I remember watching a lot of TV. I remember my father trying to get me to watch a baseball game on TV, and me not being interested at that time ...

But I also remember coming home from school on that fateful day in November, and watching non-stop coverage of the JFK assassination. And yes, I remember watching when Jack Ruby shot Lee Harvey Oswald, and I remember running into the kitchen and telling my mother that "something had happened" and that she should come into the living room.

I remember watching "Ding Dong School" and "Modern Farmer" and "Wonderama" and "Let's Have Fun" and every cartoon show that was on at the time, including my personal favorite, "Huckleberry Hound."

And I also remember buying comic books after school with change that I "found" in the living room, put there by my father after a day at work.

Yes, I remember the bugs that infested our apartment and building, my mother's frantic cries to the super to fix the problem, and I also remember my mother being pregnant and confronted with a neighbor, who knew well of my mother's situation, yet came into our house with a case of German measles. My father subsequently went to Saturday services at the local synagogue for weeks to pray to God for a healthy baby, and when my sister was born, she was fine.

I remember myself having measles, being quarantined for weeks, and when it was over, having photos taken of me in the style that was popular at the time.

But by July 1964, we moved to Rochdale Village, and my time in Kew Gardens Hills was history.

The area fell into some disrepair in the 1970s, but has rebounded since then, with the area featuring excellent access to shopping, to good schools, and to the subway, where getting to Manhattan is a snap.

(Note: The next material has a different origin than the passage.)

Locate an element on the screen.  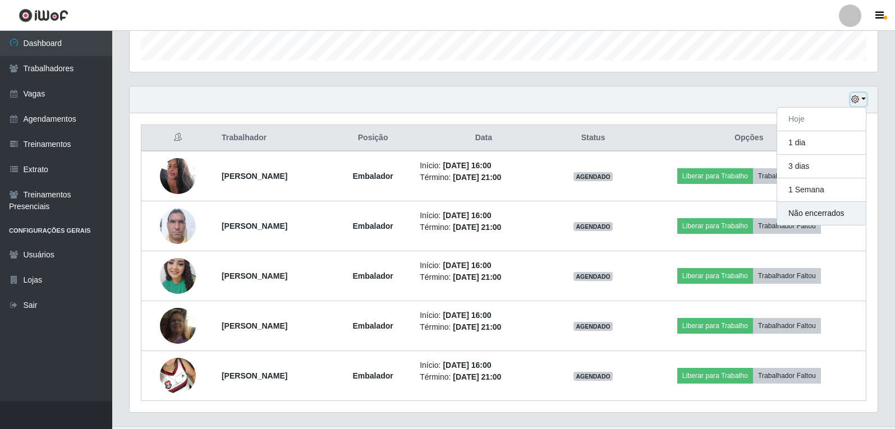
button: Não encerrados is located at coordinates (821, 213).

The squalid apartment that we lived in goes for big bucks today. and the area is a good one, probably better now that it was when I lived there.

Those are some of my memories of the area. It was a fun time of my young life, but a lot of that time is fuzzy. I remember much more about Rochdale Village, which is really the neighborhood that I feel I grew up in, for better or worse.

But those early years ... I won't ever completely forget them.

No comments:

Post a Comment

Note: Only a member of this blog may post a comment.